He dreams of white lilies,
an olive branch,
her breasts in evening blossom.
He dreams of a bird, he tells me,
of lemon flowers.
He does not intellectualize about his dream. He understands things as he
senses and smells them.
Homeland for him, he tells me, is to drink my mother's coffee,
to return at nightfall.
I asked him: and the land?
I don't know it, he said.
I don't feel it in my flesh and blood,
as they say in the poems.
Suddenly I saw it
as one sees a grocery store, a street, newspapers.
I asked him, do you love it?
My love is a picnic, he said,
a glass of wine, a love affair.
- Would you die for it?
- No!
All my attachment to the land is no more than a story or a fiery speech!
They taught me to love it, but I never felt it in my heart.
I never knew its roots and branches, or the scent of its grass.
- And what about its love? Did it burn like suns and desire?
He looked straight at me and said: I love it with my gun.
And by unearthing feasts in the garbage of the past
and a deaf-mute idol whose age and meaning are unknown.
He told me about the moment of departure, how his mother
silently wept when they led him to the front,
how her anguished voice gave birth to a new hope in his flesh
that doves might flock through the Ministry of War.
He drew on his cigarette. He said, as if fleeing from a swamp of blood,
I dreamt of white lilies, an olive branch, a bird embracing the dawn in a lemon tree.
- And what did you see?
- I saw what I did:
a blood-red boxthorn.
I blasted them in the sand…in their chests…in their bellies.
- How many did you kill?
- It's impossible to tell. I only got one medal.
Pained, I asked him to tell me about one of the dead.
He shifted in his seat, fiddled with the folded newspaper,
then said, as if breaking into song:
He collapsed like a tent on stones, embracing shattered planets.
His high forehead was crowned with blood.

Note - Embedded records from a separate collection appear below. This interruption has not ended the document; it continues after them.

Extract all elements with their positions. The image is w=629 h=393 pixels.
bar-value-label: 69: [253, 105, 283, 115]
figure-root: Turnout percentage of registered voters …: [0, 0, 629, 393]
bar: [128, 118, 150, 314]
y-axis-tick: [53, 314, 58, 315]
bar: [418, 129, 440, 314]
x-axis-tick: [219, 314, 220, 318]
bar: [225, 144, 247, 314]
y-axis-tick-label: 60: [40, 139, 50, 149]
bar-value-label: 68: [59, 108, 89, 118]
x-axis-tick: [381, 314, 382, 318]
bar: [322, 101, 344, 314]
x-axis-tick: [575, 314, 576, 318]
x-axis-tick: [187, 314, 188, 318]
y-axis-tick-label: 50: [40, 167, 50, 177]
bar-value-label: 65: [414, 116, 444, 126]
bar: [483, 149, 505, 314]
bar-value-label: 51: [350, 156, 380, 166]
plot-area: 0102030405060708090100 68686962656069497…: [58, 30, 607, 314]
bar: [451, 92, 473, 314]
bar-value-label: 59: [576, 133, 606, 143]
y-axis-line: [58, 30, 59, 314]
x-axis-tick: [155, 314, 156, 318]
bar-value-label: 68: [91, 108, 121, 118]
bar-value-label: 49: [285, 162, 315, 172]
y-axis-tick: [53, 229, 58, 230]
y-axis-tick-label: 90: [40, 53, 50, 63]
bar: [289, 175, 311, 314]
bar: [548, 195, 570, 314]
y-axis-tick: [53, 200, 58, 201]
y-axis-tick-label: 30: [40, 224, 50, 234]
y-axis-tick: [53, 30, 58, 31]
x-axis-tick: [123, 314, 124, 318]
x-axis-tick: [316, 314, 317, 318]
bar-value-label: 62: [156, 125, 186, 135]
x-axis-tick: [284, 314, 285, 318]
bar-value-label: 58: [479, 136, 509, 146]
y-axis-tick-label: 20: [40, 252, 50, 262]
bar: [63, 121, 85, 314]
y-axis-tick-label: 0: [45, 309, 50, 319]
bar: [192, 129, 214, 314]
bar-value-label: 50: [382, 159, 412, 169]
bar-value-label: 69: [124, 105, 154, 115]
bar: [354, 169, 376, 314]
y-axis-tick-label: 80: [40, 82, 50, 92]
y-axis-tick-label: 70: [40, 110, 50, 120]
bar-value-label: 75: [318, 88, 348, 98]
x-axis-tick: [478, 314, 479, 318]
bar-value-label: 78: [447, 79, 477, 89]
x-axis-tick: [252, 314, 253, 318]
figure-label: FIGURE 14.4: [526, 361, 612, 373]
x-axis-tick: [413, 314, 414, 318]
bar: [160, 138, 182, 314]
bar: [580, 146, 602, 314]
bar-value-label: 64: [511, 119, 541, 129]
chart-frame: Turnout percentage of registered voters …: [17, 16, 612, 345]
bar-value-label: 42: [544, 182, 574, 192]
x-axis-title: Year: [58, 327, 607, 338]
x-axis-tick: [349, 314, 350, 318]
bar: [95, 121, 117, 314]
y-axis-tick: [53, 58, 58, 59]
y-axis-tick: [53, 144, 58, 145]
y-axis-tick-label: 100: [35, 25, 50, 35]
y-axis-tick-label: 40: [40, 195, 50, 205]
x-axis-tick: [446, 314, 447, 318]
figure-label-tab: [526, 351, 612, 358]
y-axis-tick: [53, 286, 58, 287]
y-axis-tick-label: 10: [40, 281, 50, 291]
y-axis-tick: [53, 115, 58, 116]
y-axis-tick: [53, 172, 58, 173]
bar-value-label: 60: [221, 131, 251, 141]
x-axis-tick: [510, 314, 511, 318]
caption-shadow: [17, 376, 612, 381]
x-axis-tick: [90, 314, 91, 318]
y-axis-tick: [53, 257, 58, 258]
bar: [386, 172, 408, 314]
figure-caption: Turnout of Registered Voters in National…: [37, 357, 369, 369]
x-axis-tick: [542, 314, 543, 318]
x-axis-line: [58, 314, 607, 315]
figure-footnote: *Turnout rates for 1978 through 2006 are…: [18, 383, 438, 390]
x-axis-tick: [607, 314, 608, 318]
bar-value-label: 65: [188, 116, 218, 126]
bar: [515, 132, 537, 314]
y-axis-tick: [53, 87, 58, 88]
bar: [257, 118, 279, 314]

His chest was empty of medals.
He was not a well-trained fighter, but seemed instead to be a peasant, a
worker or a peddler.
Like a tent he collapsed and died, his arms stretched out like dry creek-beds.
When I searched his pockets for a name, I found two photographs, one of his
wife, the other of his daughter.
Did you feel sad? I asked.
Cutting me off, he said, Mahmoud, my friend,
sadness is a white bird that does not come near a battlefield.
Soldiers commit a sin when they feel sad.
I was there like a machine spitting hellfire and death,
turning space into a black bird.
He told me about his first love, and later, about distant streets,
about reactions to the war in the heroic radio and the press.
As he hid a cough in his handkerchief I asked him:
Shall we meet again?
Yes, but in a city far away.
When I filled his fourth glass, I asked jokingly:
Are you off? What about the homeland?
Give me a break, he replied.
I dream of white lilies, streets of song, a house of light.
I need a kind heart, not a bullet.
I need a bright day, not a mad, fascist moment of triumph.
I need a child to cherish a day of laughter, not a weapon of war.
I came to live for rising suns, not to witness their setting.
He said goodbye and went looking for white lilies,
a bird welcoming the dawn on an olive branch.
He understands things only as he senses and smells them.
Homeland for him, he said, is to drink my mother's coffee, to return safely, at nightfall.